Wednesday, September 17, 2008

Obama on Raising Capital Gains taxes



And why stop there, how about some additional payroll taxes?



36 comments:

  1. Don't get me started!
    ----

    Fed Bails Out Local Man Who’s 'Too Big To Fail'

    by Scott Ott for ScrappleFace
    (2008-09-17)

    — Just hours after lending $85 billion to insurance giant AIG to protect financial markets from a cataclysmic bankruptcy, the Federal Reserve announced early today it would also bail out Howard Jameson, 52, of Beech Creek, Pa., because the local man is “simply too big to fail.”

    Mr. Jameson, father of four, lost his job recently, sparking a liquidity crisis that could ripple through Beech Creek and beyond, hitting the bank in nearby Lock Haven that issued his mortgage, credit card giant HSBC and even a man down the road in Blanchard to whom Mr. Jameson still owes $200 for the used lawn tractor he bought in June.

    “In a town the size of Beech Creek (population 717), the loss of even one resident’s income can have far-reaching effects,” said an unnamed Fed spokesman. “Of course the impact on his wife and children has been devastating already. We determined that Howard Jameson is just too big, too important, to fail.”

    The Federal Reserve Board of Governors, with the full backing of the U.S. Treasury, decided to step in, making a secured bridge loan, and taking an 80 percent stake in the Jameson family house and their 2003 Ford minivan as well as the remaining equity in the lawn tractor. The move effectively gives the U.S. government control over the Jameson family during the two-year term of the loan.

    ReplyDelete
  2. bob:
    That is a reassuring message of hope to all of us poor shlubs out here in the hustings.

    Do not give up. Keep on trucking. Endeavor to persevere.

    ReplyDelete
  3. This comment has been removed by the author.

    ReplyDelete
  4. rufus said...

    "Don't ever ascribe to Conspiracy what can as easily be attributed to Ignorance, or simple Incompetence."
    ---
    What are you refering to Ruf?
    If it's Dodd, Raines, Gorelick and Co. it sure as Hell ain't incompetence.

    ReplyDelete
  5. "" It would not go over 20% as I have said repeatedly""
    ---
    What he'll say after he gets away with the fib.


    Then, when he's in office, he'll say:

    "I am raising the rate to 28% as I repeatedly said I would""

    ReplyDelete
  6. rufus said...
    The thing is, guys, those Indians built a Casino. The Wall Street Crowd were the suckers getting drunk, and gambling all night.
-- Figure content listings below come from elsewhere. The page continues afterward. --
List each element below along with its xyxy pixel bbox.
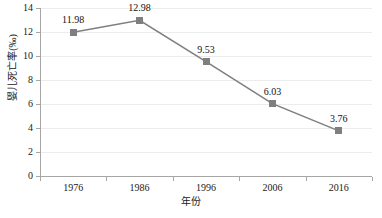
x-tick: [372, 177, 373, 181]
data-point-marker: [70, 29, 77, 36]
x-tick-label: 2006: [242, 182, 302, 193]
data-point-label: 11.98: [47, 14, 99, 25]
x-tick: [239, 177, 240, 181]
y-tick-label: 14: [11, 3, 33, 13]
y-tick: [36, 104, 40, 105]
y-axis-line: [40, 8, 41, 177]
y-tick: [36, 152, 40, 153]
grid-line: [40, 104, 372, 105]
y-tick-label: 4: [11, 123, 33, 133]
grid-line: [40, 152, 372, 153]
data-point-label: 3.76: [313, 113, 365, 124]
x-tick: [306, 177, 307, 181]
x-tick-label: 2016: [309, 182, 369, 193]
data-point-label: 9.53: [180, 44, 232, 55]
y-tick: [36, 56, 40, 57]
y-tick: [36, 8, 40, 9]
x-tick-label: 1996: [176, 182, 236, 193]
y-axis-title: 婴儿死亡率(‰): [7, 13, 18, 123]
data-point-label: 6.03: [246, 86, 298, 97]
y-tick: [36, 128, 40, 129]
x-tick-label: 1976: [43, 182, 103, 193]
data-point-marker: [335, 127, 342, 134]
data-point-marker: [269, 100, 276, 107]
grid-line: [40, 32, 372, 33]
grid-line: [40, 80, 372, 81]
x-tick: [106, 177, 107, 181]
x-tick: [173, 177, 174, 181]
y-tick: [36, 80, 40, 81]
plot-area: [40, 8, 372, 176]
y-tick-label: 2: [11, 147, 33, 157]
data-point-label: 12.98: [114, 2, 166, 13]
x-tick-label: 1986: [110, 182, 170, 193]
grid-line: [40, 56, 372, 57]
x-tick: [40, 177, 41, 181]
data-point-marker: [203, 58, 210, 65]
y-tick-label: 0: [11, 171, 33, 181]
grid-line: [40, 8, 372, 9]
data-point-marker: [136, 17, 143, 24]
x-axis-title: 年份: [0, 196, 382, 208]
infant-mortality-line-chart: 02468101214 19761986199620062016 11.9812…: [0, 0, 382, 218]
grid-line: [40, 128, 372, 129]
y-tick: [36, 32, 40, 33]
x-axis-line: [40, 176, 372, 177]
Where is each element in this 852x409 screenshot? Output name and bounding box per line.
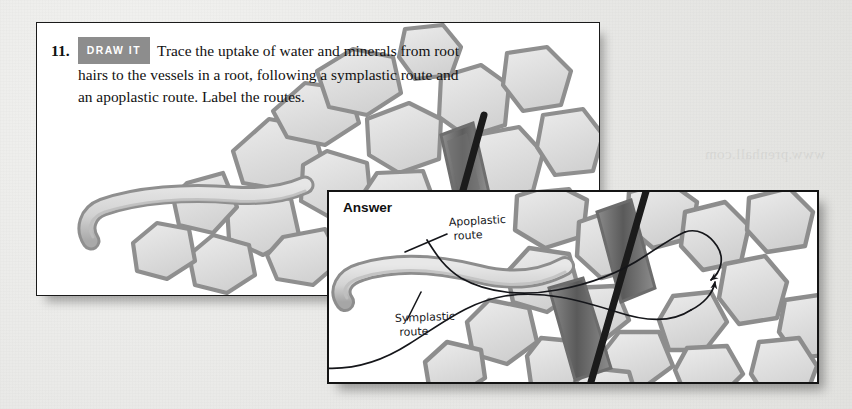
question-line-2: hairs to the vessels in a root, followin…	[51, 64, 583, 86]
answer-figure	[329, 192, 817, 382]
apoplastic-leader-line	[405, 234, 447, 252]
question-line-1: 11.DRAW ITTrace the uptake of water and …	[51, 37, 583, 64]
symplastic-leader-line	[407, 292, 421, 320]
question-line-1-text: Trace the uptake of water and minerals f…	[157, 42, 459, 59]
answer-label: Answer	[343, 200, 392, 215]
question-text-block: 11.DRAW ITTrace the uptake of water and …	[37, 23, 599, 107]
answer-panel: Answer Apoplastic route Symplastic route	[327, 190, 819, 384]
question-line-3: an apoplastic route. Label the routes.	[51, 86, 583, 108]
question-number: 11.	[51, 42, 70, 59]
draw-it-badge: DRAW IT	[78, 37, 150, 64]
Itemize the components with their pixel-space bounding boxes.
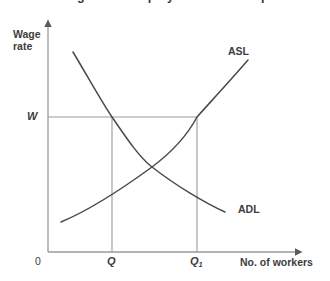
y-tick-label-w: W — [27, 110, 37, 123]
chart-canvas — [0, 0, 330, 281]
asl-curve-label: ASL — [228, 45, 249, 57]
chart-figure: Minimum wages and employment in a compet… — [0, 0, 330, 281]
x-tick-label-q-text: Q — [107, 255, 116, 267]
origin-label: 0 — [35, 255, 41, 267]
y-axis-title-line2: rate — [13, 40, 32, 52]
x-tick-label-q: Q — [107, 255, 116, 268]
adl-curve-label: ADL — [238, 203, 260, 215]
y-axis-title-line1: Wage — [13, 28, 41, 40]
x-tick-label-q1-text: Q — [190, 255, 199, 267]
x-tick-label-q1-subscript: 1 — [199, 260, 203, 269]
x-axis-title: No. of workers — [240, 256, 313, 268]
adl-curve — [73, 52, 225, 212]
y-axis-title: Wage rate — [13, 28, 41, 53]
x-tick-label-q1: Q1 — [190, 255, 203, 268]
asl-curve — [61, 60, 248, 222]
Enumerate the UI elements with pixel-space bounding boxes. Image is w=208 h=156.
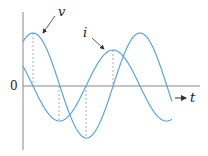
current-curve — [23, 50, 172, 121]
i-label-pointer — [92, 38, 104, 49]
waveform-diagram: v i 0 t — [0, 0, 208, 156]
i-label: i — [83, 25, 87, 40]
v-label-pointer — [43, 16, 55, 33]
v-label: v — [58, 4, 66, 19]
t-axis-label: t — [190, 90, 196, 105]
voltage-curve — [23, 33, 172, 138]
origin-label: 0 — [10, 79, 18, 93]
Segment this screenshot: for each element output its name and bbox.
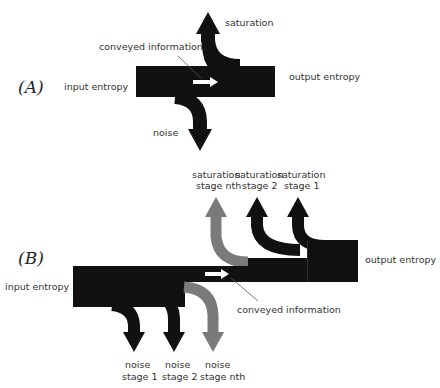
noise-nth-l2: stage nth: [200, 371, 245, 382]
panel-a-noise-label: noise: [153, 127, 178, 138]
panel-a-output-label: output entropy: [289, 71, 360, 82]
panel-b: (B) input entropy output entropy conveye…: [5, 169, 436, 382]
panel-a-noise-arrow-icon: [175, 97, 212, 151]
noise-nth-l1: noise: [205, 359, 230, 370]
noise-1-l2: stage 1: [122, 371, 157, 382]
noise-2-l2: stage 2: [162, 371, 197, 382]
sat-nth-l2: stage nth: [196, 180, 241, 191]
entropy-flow-diagram: (A) input entropy output entropy conveye…: [0, 0, 440, 388]
sat-1-l2: stage 1: [284, 180, 319, 191]
noise-2-l1: noise: [165, 359, 190, 370]
sat-nth-l1: saturation: [192, 169, 240, 180]
panel-b-conveyed-label: conveyed information: [237, 304, 341, 315]
noise-1-l1: noise: [125, 359, 150, 370]
panel-b-label: (B): [18, 248, 44, 268]
panel-b-saturation-nth-arrow-icon: [205, 197, 248, 262]
panel-b-output-label: output entropy: [365, 254, 436, 265]
sat-1-l1: saturation: [277, 169, 325, 180]
panel-a-input-label: input entropy: [64, 81, 129, 92]
panel-a-conveyed-label: conveyed information: [99, 41, 203, 52]
panel-b-input-label: input entropy: [5, 281, 70, 292]
panel-b-saturation-labels: saturation stage nth saturation stage 2 …: [192, 169, 325, 191]
panel-a-saturation-label: saturation: [225, 17, 273, 28]
panel-b-noise-labels: noise stage 1 noise stage 2 noise stage …: [122, 359, 245, 382]
panel-b-noise-1-arrow-icon: [112, 305, 145, 352]
panel-a: (A) input entropy output entropy conveye…: [18, 12, 360, 151]
panel-b-noise-nth-arrow-icon: [184, 287, 224, 352]
panel-b-saturation-2-arrow-icon: [246, 197, 300, 250]
sat-2-l2: stage 2: [242, 180, 277, 191]
panel-b-saturation-1-arrow-icon: [287, 197, 325, 246]
panel-a-label: (A): [18, 77, 44, 97]
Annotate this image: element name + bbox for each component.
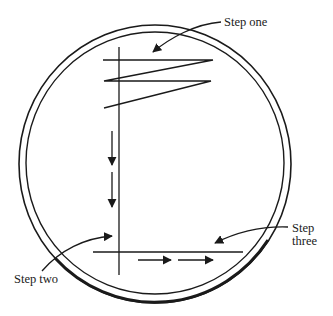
step-one-label: Step one: [224, 15, 268, 29]
petri-dish: [19, 25, 291, 303]
step-three-pointer: [215, 227, 288, 243]
step-two-label: Step two: [14, 272, 58, 286]
step-two-pointer: [42, 236, 112, 271]
step-three-label-line1: Step: [292, 221, 314, 235]
step-three-label-line2: three: [292, 234, 317, 248]
dish-rim-shadow: [55, 240, 268, 302]
streak-plate-diagram: Step one Step two Step three: [0, 0, 333, 316]
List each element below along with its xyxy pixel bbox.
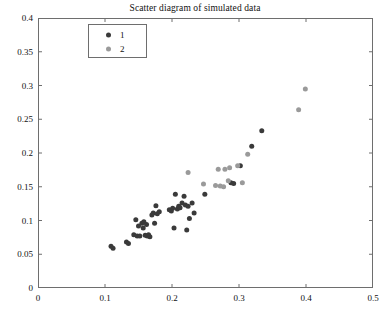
x-tick-label: 0.3 <box>233 293 244 303</box>
data-point <box>152 221 157 226</box>
data-point <box>190 200 195 205</box>
y-tick-label: 0.15 <box>0 182 33 192</box>
data-point <box>192 211 197 216</box>
data-point <box>240 180 245 185</box>
data-point <box>245 152 250 157</box>
y-tick-label: 0.1 <box>0 216 33 226</box>
y-tick-label: 0.3 <box>0 81 33 91</box>
x-tick-label: 0.5 <box>367 293 378 303</box>
axis-tick-marks <box>38 18 373 288</box>
y-tick-label: 0.35 <box>0 47 33 57</box>
data-point <box>249 144 254 149</box>
data-point <box>186 170 191 175</box>
y-tick-label: 0 <box>0 283 33 293</box>
y-tick-label: 0.05 <box>0 249 33 259</box>
data-point <box>184 227 189 232</box>
scatter-chart-figure: Scatter diagram of simulated data 00.050… <box>0 0 390 317</box>
scatter-plot-canvas <box>38 18 373 288</box>
data-point <box>226 178 231 183</box>
data-point <box>201 182 206 187</box>
legend-marker-series-2 <box>106 46 111 51</box>
y-tick-label: 0.2 <box>0 148 33 158</box>
data-point <box>182 194 187 199</box>
x-tick-label: 0.2 <box>166 293 177 303</box>
data-point <box>221 184 226 189</box>
legend-label-series-2: 2 <box>120 44 125 54</box>
data-point <box>222 167 227 172</box>
data-point <box>259 128 264 133</box>
data-point <box>216 167 221 172</box>
data-point <box>173 192 178 197</box>
data-points-layer <box>109 86 308 250</box>
data-point <box>111 246 116 251</box>
data-point <box>202 192 207 197</box>
data-point <box>147 234 152 239</box>
data-point <box>170 206 175 211</box>
data-point <box>178 205 183 210</box>
chart-legend[interactable]: 1 2 <box>88 24 147 58</box>
data-point <box>187 216 192 221</box>
data-point <box>153 203 158 208</box>
data-point <box>213 183 218 188</box>
data-point <box>227 165 232 170</box>
data-point <box>126 241 131 246</box>
data-point <box>157 209 162 214</box>
data-point <box>144 222 149 227</box>
x-tick-label: 0.4 <box>300 293 311 303</box>
data-point <box>235 163 240 168</box>
x-tick-label: 0 <box>36 293 41 303</box>
data-point <box>296 107 301 112</box>
y-tick-label: 0.4 <box>0 13 33 23</box>
legend-item-2[interactable]: 2 <box>89 41 146 56</box>
data-point <box>172 225 177 230</box>
data-point <box>137 234 142 239</box>
y-tick-label: 0.25 <box>0 114 33 124</box>
data-point <box>133 217 138 222</box>
data-point <box>186 204 191 209</box>
legend-item-1[interactable]: 1 <box>89 27 146 42</box>
legend-marker-series-1 <box>106 32 111 37</box>
x-tick-label: 0.1 <box>99 293 110 303</box>
chart-title: Scatter diagram of simulated data <box>0 3 390 13</box>
data-point <box>231 181 236 186</box>
legend-label-series-1: 1 <box>120 30 125 40</box>
data-point <box>303 86 308 91</box>
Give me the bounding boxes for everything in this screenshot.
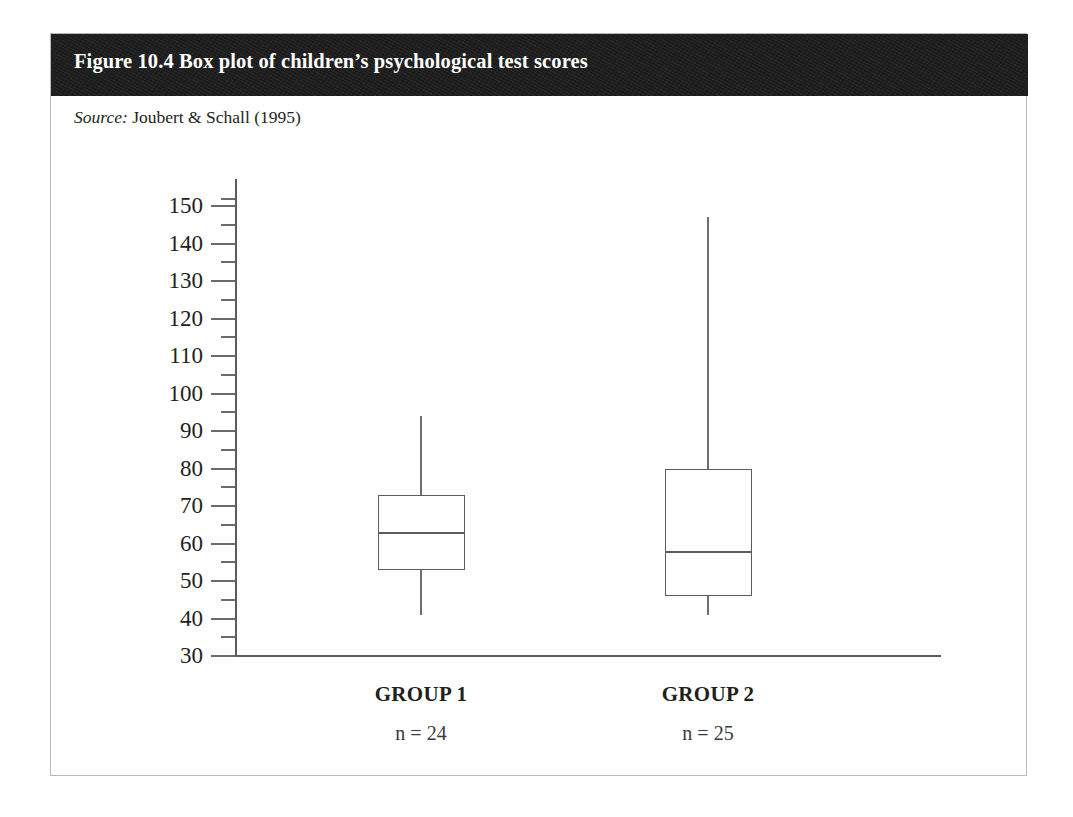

    If only it were a bunch of fools drinking and gambling but the rot goes much deeper. Many folk ran off with bags overflowing with money leaving the rest of us to clean up the mess. Ole Maurice "Hank" Greenberg transferred 2 billion dollars of stock into his wifes name the week he got ousted after an acounting scandal back in '05. Think he's ponying any money up to help out the old comapany? Naw. Remember Bush's friends at Enron? The beat goes on...

    ReplyDelete
  7. ah, Greenberg was the top dog at AIG if ya didn't know.

    ReplyDelete
  8. At this time, according to an article in the Financial Times, due the decline in house prices that has already occurred, more than 10m home owners now have mortgages that exceed the values of their house. This is 20 per cent of all homeowners with mortgages. For half of that negative equity group, the debt exceeds the house value by more than 20 per cent. If house prices fall another 15 per cent, negative equity mortgages will rise to 20m.

    The foolishness in the idea that this will self-correct is staggering. It is not relevant as to why we got here, it is relevant that we are here.

    It is far better to keep people in their homes paying a reduced amount and let them and the economy grow back to a situation of positive equity.

    Perhaps a federal formula where the owner would have to repay a stiff "Obama Special Capital gains Tax" on the profit, not to exceed the consideration given to reduce the mortgage, and prorated to the time of use of the money, would help.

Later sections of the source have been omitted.